Trying to get somebody excited about learning and trying to get somebody to think in a moral context have begun to have a lot more significance to me.
There's a science to what sort of people we're attracted to, and it has to do with everything from how similar they are to us, to what sort of pheromones we imprinted on when we were little, and what variants of genes we have related to the neurochemical oxytocin.
For an architect's son, I am remarkably unformed in my architectural tastes.
Authoritarians have always been here. But the features of a given moment make that way of thinking more or less appealing. Germany in the 1920s, when people are starving, suddenly makes 'populist' answers and scapegoating different groups as the source of the problem much more appealing.
Successful stress management heavily revolves around combating the building blocks of psychological stress - a feeling as if you have no control over the adversities in your life, a feeling that you have no predictive information about the stressors, if you lack outlets for the frustrations caused by the stressors, if you have no social support.
If a male primate is mean to a female primate, her whole family will come after him. We don't have that sort of accountability in industrial societies.
Not a whole lot of us are wrestling somebody for a canned food item in the supermarket or having an ax fight in the jungle clearing. Instead, we sit and think about taxes and the ozone layer.
Regardless of your sex, if you have elevated testosterone levels in your blood, you're more likely to think a face with a neutral expression is instead looking threatening.
I was very sheltered, very bookish and, basically, skittish about life. My parents were both older when I came along and they didn't do things like take vacations.
The notion of humans as inherently rational beings has been not only trashed in economics, but trashed in all the best research on moral decision-making.
For moral judgment, I think the most interesting trends in neuroscience are the ways in which judgments vary as a function of how emotionally salient the situation is.
When humans invented inequality and socioeconomic status, they came up with a dominance hierarchy that subordinates like nothing the primate world has ever seen before.
We're a miserably violent species. But there's a complication, which is we don't hate violence, we hate the wrong kind. And when it's the right kind, we cheer it on, we hand out medals, we vote for, we mate with our champions of it. When it's the right kind of violence, we love it.
When it comes to how neuroscience could help the wider public, the worst thing is when we make advances in, say, mindfulness, and then decide that everybody can potentially think their way to curing themselves or develop their own psycho-neuro-immune mechanisms for boosting cancer defenses.
When you've wised up enough, there is a very clear conclusion that you have to reach after a while, which is, at the end of the day, it is really impossible for one person to make a difference.
There are absolutely ways to manipulate behavior, because our behavior is endlessly being manipulated by the world around us.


__YOUR ASSIGNMENT__: From the records that follow, copy every line that contains the word "Utilization".

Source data
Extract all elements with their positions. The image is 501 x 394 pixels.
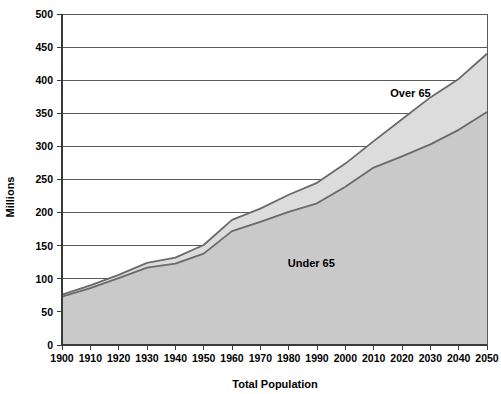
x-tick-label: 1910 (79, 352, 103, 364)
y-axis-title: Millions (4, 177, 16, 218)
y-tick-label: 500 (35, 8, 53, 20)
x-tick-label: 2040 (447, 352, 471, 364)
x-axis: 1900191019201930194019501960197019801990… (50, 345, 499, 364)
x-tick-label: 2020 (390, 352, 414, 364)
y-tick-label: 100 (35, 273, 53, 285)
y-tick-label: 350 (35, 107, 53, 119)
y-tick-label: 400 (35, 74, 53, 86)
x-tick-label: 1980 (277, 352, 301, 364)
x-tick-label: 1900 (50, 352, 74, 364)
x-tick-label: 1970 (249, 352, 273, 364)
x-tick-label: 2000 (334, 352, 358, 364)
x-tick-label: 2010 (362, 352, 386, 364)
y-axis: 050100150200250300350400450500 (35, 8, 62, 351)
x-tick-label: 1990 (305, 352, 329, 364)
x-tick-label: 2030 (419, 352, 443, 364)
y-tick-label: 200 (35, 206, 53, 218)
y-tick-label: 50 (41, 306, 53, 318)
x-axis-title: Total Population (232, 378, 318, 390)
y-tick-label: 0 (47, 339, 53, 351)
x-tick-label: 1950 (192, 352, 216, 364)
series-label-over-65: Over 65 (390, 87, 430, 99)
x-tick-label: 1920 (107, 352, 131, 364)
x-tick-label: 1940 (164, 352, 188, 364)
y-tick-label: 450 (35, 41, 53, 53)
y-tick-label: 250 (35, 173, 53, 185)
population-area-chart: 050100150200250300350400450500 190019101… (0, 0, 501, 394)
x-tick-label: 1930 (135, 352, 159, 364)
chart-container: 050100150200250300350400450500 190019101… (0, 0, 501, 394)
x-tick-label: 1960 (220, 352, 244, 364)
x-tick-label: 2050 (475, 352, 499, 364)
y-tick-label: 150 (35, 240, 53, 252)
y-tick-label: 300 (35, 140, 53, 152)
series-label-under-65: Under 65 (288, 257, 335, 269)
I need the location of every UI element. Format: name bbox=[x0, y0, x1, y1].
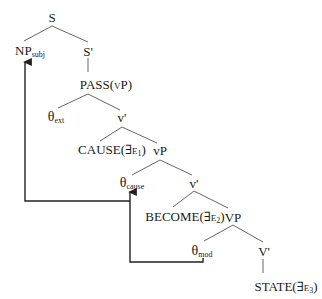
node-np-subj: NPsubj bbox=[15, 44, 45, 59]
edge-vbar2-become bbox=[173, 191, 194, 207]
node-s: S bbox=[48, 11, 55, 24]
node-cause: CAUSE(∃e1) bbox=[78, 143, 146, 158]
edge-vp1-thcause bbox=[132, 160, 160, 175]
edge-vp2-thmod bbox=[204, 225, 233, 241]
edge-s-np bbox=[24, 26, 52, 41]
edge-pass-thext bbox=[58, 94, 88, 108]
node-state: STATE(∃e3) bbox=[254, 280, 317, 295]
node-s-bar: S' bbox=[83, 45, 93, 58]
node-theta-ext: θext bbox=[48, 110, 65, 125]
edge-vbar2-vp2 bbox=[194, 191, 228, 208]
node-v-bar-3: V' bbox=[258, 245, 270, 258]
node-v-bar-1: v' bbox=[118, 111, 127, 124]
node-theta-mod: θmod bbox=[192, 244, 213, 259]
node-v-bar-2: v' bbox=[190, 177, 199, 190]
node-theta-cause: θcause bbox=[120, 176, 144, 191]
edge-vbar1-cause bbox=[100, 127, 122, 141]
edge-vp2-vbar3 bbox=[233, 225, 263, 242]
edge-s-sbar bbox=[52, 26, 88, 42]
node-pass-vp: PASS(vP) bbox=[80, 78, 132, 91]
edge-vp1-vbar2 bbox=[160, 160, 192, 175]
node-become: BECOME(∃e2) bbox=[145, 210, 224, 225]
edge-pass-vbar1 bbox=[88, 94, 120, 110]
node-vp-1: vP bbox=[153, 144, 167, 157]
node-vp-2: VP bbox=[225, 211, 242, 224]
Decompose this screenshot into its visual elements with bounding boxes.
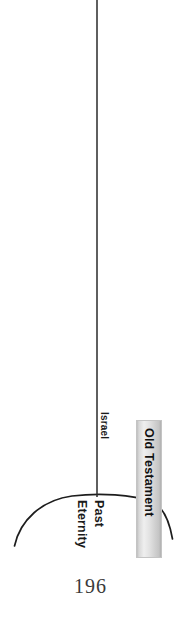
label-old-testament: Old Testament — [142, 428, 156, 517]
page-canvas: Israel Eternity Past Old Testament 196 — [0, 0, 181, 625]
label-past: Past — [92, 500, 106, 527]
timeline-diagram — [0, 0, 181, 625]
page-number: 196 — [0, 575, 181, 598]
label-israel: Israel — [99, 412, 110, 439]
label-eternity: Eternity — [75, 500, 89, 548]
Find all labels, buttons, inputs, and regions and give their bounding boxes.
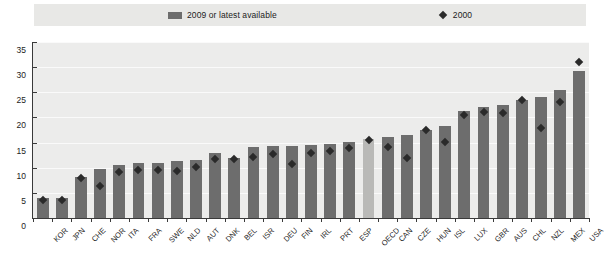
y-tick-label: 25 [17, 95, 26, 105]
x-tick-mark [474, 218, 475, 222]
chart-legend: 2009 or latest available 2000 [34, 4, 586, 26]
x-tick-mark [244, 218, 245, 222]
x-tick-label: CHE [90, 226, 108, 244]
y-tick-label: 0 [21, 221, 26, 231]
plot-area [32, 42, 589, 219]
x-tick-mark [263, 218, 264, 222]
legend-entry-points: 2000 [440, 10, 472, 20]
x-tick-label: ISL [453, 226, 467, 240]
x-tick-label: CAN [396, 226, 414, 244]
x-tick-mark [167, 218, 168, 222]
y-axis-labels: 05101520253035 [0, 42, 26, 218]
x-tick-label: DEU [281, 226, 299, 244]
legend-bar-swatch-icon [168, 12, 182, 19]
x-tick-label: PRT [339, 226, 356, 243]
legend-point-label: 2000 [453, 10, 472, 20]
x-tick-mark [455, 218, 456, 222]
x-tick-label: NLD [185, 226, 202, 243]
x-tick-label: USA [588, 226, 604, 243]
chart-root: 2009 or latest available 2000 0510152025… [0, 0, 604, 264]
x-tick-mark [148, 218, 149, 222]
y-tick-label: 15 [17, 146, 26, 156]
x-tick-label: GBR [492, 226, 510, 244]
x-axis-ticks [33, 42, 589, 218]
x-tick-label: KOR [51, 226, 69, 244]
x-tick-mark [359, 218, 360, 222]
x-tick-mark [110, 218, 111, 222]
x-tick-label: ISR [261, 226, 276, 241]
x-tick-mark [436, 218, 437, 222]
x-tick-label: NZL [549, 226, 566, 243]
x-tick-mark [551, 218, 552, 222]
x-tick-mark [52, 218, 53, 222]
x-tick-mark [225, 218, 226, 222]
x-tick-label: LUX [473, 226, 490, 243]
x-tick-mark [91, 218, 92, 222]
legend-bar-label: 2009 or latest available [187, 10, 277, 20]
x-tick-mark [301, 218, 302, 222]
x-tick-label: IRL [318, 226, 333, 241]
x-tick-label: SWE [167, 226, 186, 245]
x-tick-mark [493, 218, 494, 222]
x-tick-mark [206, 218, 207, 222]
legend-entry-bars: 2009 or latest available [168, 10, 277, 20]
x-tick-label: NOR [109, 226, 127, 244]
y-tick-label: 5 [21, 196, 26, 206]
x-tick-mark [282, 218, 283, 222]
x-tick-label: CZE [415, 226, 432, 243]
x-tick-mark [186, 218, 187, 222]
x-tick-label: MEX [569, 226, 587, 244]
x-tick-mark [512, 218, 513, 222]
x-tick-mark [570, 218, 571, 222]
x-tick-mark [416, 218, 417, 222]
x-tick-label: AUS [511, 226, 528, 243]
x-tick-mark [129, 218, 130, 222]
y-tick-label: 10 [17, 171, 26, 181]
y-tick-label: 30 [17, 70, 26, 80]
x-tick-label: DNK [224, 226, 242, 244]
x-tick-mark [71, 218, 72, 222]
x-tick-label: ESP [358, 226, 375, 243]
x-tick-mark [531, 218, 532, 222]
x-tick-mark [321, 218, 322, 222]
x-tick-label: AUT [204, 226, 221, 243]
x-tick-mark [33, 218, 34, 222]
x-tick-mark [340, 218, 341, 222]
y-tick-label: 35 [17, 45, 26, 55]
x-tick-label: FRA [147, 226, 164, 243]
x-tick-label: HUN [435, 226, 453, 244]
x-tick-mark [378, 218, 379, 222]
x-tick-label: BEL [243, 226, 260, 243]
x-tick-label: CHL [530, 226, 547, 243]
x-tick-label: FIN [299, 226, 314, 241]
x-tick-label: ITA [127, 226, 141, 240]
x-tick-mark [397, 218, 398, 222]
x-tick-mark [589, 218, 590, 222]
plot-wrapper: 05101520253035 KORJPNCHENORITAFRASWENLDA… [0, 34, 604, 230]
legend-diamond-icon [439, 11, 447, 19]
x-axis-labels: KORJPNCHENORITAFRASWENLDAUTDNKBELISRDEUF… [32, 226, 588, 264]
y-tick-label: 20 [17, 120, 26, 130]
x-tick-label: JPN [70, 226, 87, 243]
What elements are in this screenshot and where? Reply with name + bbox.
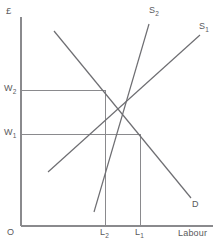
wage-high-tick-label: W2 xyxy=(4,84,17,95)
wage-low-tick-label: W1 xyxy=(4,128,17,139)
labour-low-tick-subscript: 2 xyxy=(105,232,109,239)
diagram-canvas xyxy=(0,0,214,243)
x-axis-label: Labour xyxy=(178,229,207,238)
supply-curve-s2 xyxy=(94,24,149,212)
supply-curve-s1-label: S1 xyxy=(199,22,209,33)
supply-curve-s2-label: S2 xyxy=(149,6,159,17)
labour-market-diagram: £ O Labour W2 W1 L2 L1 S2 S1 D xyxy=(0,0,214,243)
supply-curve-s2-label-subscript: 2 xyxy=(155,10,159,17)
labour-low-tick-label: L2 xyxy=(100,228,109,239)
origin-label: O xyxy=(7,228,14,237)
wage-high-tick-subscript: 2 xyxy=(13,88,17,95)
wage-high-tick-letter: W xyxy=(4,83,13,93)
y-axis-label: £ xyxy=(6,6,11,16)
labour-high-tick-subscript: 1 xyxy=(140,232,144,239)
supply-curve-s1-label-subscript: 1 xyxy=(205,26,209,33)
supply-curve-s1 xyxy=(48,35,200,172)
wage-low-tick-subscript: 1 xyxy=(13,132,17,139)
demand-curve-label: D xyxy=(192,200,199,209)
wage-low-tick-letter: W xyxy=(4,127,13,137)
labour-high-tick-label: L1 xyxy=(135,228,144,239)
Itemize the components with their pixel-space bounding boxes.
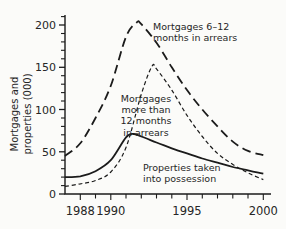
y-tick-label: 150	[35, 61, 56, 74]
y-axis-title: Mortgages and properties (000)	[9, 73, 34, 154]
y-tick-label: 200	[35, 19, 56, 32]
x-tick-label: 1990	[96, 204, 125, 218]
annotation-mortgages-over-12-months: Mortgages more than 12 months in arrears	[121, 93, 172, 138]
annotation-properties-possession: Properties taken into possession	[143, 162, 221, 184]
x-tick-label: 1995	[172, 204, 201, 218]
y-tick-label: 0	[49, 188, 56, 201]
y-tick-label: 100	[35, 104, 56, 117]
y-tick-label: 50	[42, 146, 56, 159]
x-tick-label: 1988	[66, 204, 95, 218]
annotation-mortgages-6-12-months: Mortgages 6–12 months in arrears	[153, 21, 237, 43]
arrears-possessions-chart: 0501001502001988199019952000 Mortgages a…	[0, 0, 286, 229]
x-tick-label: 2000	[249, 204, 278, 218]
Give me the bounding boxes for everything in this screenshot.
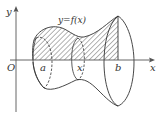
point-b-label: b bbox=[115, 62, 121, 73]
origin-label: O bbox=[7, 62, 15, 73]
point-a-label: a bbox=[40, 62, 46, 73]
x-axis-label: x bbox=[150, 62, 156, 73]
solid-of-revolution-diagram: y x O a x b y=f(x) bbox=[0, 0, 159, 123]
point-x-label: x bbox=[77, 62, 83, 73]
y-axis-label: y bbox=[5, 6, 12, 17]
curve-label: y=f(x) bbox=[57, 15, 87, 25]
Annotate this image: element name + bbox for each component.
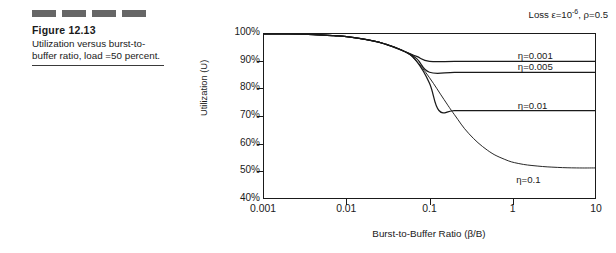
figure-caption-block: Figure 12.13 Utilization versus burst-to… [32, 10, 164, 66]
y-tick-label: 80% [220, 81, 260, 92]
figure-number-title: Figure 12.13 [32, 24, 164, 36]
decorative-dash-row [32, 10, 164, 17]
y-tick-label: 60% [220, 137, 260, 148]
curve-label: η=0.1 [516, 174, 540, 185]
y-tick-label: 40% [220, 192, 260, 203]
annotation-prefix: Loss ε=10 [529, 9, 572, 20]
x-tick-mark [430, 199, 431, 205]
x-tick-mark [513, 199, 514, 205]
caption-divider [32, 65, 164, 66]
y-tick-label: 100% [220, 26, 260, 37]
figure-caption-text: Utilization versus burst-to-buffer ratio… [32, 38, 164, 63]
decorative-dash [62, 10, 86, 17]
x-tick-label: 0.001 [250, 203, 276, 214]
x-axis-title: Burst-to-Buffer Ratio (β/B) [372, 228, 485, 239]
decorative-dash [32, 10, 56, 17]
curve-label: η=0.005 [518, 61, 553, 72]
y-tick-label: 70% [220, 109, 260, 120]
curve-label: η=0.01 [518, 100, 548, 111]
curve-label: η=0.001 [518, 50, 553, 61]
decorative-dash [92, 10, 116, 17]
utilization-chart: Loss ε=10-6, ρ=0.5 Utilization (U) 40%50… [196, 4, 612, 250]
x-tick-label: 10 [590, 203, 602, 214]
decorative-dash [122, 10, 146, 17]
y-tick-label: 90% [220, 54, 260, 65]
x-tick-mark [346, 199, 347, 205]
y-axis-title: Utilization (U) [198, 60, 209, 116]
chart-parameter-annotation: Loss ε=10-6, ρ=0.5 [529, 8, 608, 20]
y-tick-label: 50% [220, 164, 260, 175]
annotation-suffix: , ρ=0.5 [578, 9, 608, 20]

__WORKED SOLUTION__:
figure-caption-block: Figure 12.13 Utilization versus burst-to… [32, 10, 164, 66]
figure-caption-text: Utilization versus burst-to-buffer ratio… [32, 38, 164, 63]
utilization-chart: Loss ε=10-6, ρ=0.5 Utilization (U) 40%50… [196, 4, 612, 250]
y-axis-title: Utilization (U) [198, 60, 209, 116]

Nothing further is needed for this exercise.